I am very frustrated at the level of confusion about the viability of electronic voting and what it means for past and future elections.
Many IT professionals have written at some length about electonic voting, its shortcomings and its advantages. If electronic voting is done right, it can be just as trustworthy as any other balloting system. There is no reason for complete Luddism.
There is, however, an enormous problem with the system as it exists today.(MUCH MORE)
Universally, they conclude that the system must include an auditable paper trail--usually referred to as a voter-verified paper trail. Electronic journals are simply unfit for the application of electoral democracy because they are too easily modified. A paper journal that can't be verified by the voter would be completely valueless.
Additionally, the code should be public domain and the machines randomly recounted in a statistically significant manner in every election to ensure the electronic results match the paper results. It is, after all, the very machinery with which we construct our democracy.
The problems posed by e-voting have been solved. A thousand times over, by people who do this sort of thing professionally. But still certain elements of society seem to want to keep the deficient machines in place. Which only invites the question: Why?
For those of you looking for the argument, I've distilled it thus:
- An election is valid only if it is trustworthy.
- An election is trustworthy only if it is conducted using trustworthy voting machines.
- A voting machine that cannot be audited is not trustworthy.
- It is possible to implement a voting machine that can be audited without significant added cost.
Therefore: An election is valid only if it is conducted with auditable voting machines and cost is not a legitimate excuse to do otherwise.
Now, explain to me why this didn't happen. Who supports the implementation of insecure voting technologies, and why?
This is the question that is driving the suspicion of fraud in the last few election cycles. And it will only grow like a cancer as the use of insecure technology spreads. Put another way, there exist the means, motive and opportunity to do it right or to do it wrong. A good detecive knows that given a crime, you've got a suspect. So it's no wonder, now, that people are looking for proof of the crime, and consider the results of recent elections invalid.
Implementation of voter-verifiable paper trails should be the highest concern to anyone concerned with the democratic system, and in particular for the progressive-left. Without trustworthy elections, what sense is there in fighting politically for things like clean air, equal rights, and living wages?
I maintain that the left should move rapidly to ensure that only secure voting methods can be implemented in their elections. Ballot initiatives and state and local legislation must incorporate only sound methodologies and no corporate-inspired cut corners and back room deals. Our elections must begin with sound principles of engineering and design and let the machine manufacturers implement those principles to their hearts' content. Dubious engineering and corporate-elections cronyism are the most dire threat facing our democracy.
In short, there should be a clear division between the development of the engineering specifications and the implementations. I don't care if the people implementing the specifications are partisan, as long as the specifications are robust and trustworthy. It's as simple as that.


§ Work to be completed
I would like you to restate each record word for word.

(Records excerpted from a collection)

----------

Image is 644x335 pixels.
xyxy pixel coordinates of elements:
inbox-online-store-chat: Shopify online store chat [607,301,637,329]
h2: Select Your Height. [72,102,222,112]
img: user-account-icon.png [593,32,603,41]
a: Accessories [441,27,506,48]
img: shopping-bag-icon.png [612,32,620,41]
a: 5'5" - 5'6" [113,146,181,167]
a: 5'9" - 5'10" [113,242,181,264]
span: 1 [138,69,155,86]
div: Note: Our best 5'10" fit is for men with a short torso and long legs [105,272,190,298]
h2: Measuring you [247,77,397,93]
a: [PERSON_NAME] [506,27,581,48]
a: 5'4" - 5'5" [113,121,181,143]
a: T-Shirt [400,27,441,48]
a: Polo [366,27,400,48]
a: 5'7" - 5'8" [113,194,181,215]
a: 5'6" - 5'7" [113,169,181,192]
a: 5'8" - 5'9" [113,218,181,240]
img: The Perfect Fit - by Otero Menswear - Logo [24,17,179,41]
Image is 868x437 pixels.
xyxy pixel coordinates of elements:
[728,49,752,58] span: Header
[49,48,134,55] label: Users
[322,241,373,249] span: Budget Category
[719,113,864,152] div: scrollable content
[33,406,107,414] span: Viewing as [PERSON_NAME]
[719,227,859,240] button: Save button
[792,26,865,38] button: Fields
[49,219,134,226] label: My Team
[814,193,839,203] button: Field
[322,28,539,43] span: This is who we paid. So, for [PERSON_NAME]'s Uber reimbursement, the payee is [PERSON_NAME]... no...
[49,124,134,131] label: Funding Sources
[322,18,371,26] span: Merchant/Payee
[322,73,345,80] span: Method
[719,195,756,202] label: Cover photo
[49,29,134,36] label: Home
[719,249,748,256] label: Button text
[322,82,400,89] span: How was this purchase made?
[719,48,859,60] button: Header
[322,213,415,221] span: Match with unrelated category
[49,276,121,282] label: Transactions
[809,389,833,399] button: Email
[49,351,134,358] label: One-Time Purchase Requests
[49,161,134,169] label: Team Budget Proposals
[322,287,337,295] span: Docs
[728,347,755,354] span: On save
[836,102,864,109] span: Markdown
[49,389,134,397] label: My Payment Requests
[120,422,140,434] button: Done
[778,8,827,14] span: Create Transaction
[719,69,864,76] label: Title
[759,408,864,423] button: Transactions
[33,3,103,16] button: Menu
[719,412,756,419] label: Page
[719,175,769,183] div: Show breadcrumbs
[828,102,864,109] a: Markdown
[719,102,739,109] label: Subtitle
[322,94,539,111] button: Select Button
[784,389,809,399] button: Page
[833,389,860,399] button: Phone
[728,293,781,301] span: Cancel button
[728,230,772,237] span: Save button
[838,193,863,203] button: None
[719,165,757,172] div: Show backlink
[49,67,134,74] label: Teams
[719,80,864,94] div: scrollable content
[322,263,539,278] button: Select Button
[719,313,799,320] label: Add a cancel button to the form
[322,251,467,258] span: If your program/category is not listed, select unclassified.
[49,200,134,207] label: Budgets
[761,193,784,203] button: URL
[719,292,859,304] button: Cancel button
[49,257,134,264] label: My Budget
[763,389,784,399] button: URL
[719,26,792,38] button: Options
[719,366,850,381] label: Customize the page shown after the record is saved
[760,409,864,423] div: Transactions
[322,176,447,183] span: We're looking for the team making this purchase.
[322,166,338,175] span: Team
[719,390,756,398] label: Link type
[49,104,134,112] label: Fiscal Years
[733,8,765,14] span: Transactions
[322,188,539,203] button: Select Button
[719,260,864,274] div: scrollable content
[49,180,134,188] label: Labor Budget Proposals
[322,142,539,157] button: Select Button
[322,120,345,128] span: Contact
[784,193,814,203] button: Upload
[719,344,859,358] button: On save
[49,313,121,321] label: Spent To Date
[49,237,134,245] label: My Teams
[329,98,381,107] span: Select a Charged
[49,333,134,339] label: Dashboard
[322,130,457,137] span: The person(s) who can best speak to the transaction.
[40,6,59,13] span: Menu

----------

§ Answer to this problem
Image is 644x335 pixels.
xyxy pixel coordinates of elements:
inbox-online-store-chat: Shopify online store chat [607,301,637,329]
h2: Select Your Height. [72,102,222,112]
img: user-account-icon.png [593,32,603,41]
a: Accessories [441,27,506,48]
img: shopping-bag-icon.png [612,32,620,41]
a: 5'5" - 5'6" [113,146,181,167]
a: 5'9" - 5'10" [113,242,181,264]
span: 1 [138,69,155,86]
div: Note: Our best 5'10" fit is for men with a short torso and long legs [105,272,190,298]
h2: Measuring you [247,77,397,93]
a: [PERSON_NAME] [506,27,581,48]
a: 5'4" - 5'5" [113,121,181,143]
a: T-Shirt [400,27,441,48]
a: Polo [366,27,400,48]
a: 5'7" - 5'8" [113,194,181,215]
a: 5'6" - 5'7" [113,169,181,192]
a: 5'8" - 5'9" [113,218,181,240]
img: The Perfect Fit - by Otero Menswear - Logo [24,17,179,41]
Image is 868x437 pixels.
xyxy pixel coordinates of elements:
[728,49,752,58] span: Header
[49,48,134,55] label: Users
[322,241,373,249] span: Budget Category
[719,113,864,152] div: scrollable content
[33,406,107,414] span: Viewing as [PERSON_NAME]
[719,227,859,240] button: Save button
[792,26,865,38] button: Fields
[49,219,134,226] label: My Team
[814,193,839,203] button: Field
[322,28,539,43] span: This is who we paid. So, for [PERSON_NAME]'s Uber reimbursement, the payee is [PERSON_NAME]... no...
[49,124,134,131] label: Funding Sources
[322,18,371,26] span: Merchant/Payee
[322,73,345,80] span: Method
[719,195,756,202] label: Cover photo
[49,29,134,36] label: Home
[719,249,748,256] label: Button text
[322,82,400,89] span: How was this purchase made?
[719,48,859,60] button: Header
[322,213,415,221] span: Match with unrelated category
[49,276,121,282] label: Transactions
[809,389,833,399] button: Email
[49,351,134,358] label: One-Time Purchase Requests
[49,161,134,169] label: Team Budget Proposals
[322,287,337,295] span: Docs
[728,347,755,354] span: On save
[836,102,864,109] span: Markdown
[49,389,134,397] label: My Payment Requests
[120,422,140,434] button: Done
[778,8,827,14] span: Create Transaction
[719,69,864,76] label: Title
[759,408,864,423] button: Transactions
[33,3,103,16] button: Menu
[719,412,756,419] label: Page
[719,175,769,183] div: Show breadcrumbs
[828,102,864,109] a: Markdown
[719,102,739,109] label: Subtitle
[322,94,539,111] button: Select Button
[784,389,809,399] button: Page
[833,389,860,399] button: Phone
[728,293,781,301] span: Cancel button
[728,230,772,237] span: Save button
[838,193,863,203] button: None
[719,165,757,172] div: Show backlink
[49,67,134,74] label: Teams
[719,80,864,94] div: scrollable content
[322,263,539,278] button: Select Button
[719,313,799,320] label: Add a cancel button to the form
[322,251,467,258] span: If your program/category is not listed, select unclassified.
[49,200,134,207] label: Budgets
[761,193,784,203] button: URL
[719,292,859,304] button: Cancel button
[49,257,134,264] label: My Budget
[763,389,784,399] button: URL
[719,26,792,38] button: Options
[719,366,850,381] label: Customize the page shown after the record is saved
[760,409,864,423] div: Transactions
[322,176,447,183] span: We're looking for the team making this purchase.
[322,166,338,175] span: Team
[719,390,756,398] label: Link type
[49,104,134,112] label: Fiscal Years
[733,8,765,14] span: Transactions
[322,188,539,203] button: Select Button
[719,260,864,274] div: scrollable content
[49,180,134,188] label: Labor Budget Proposals
[322,142,539,157] button: Select Button
[322,120,345,128] span: Contact
[784,193,814,203] button: Upload
[719,344,859,358] button: On save
[49,313,121,321] label: Spent To Date
[49,237,134,245] label: My Teams
[329,98,381,107] span: Select a Charged
[49,333,134,339] label: Dashboard
[322,130,457,137] span: The person(s) who can best speak to the transaction.
[40,6,59,13] span: Menu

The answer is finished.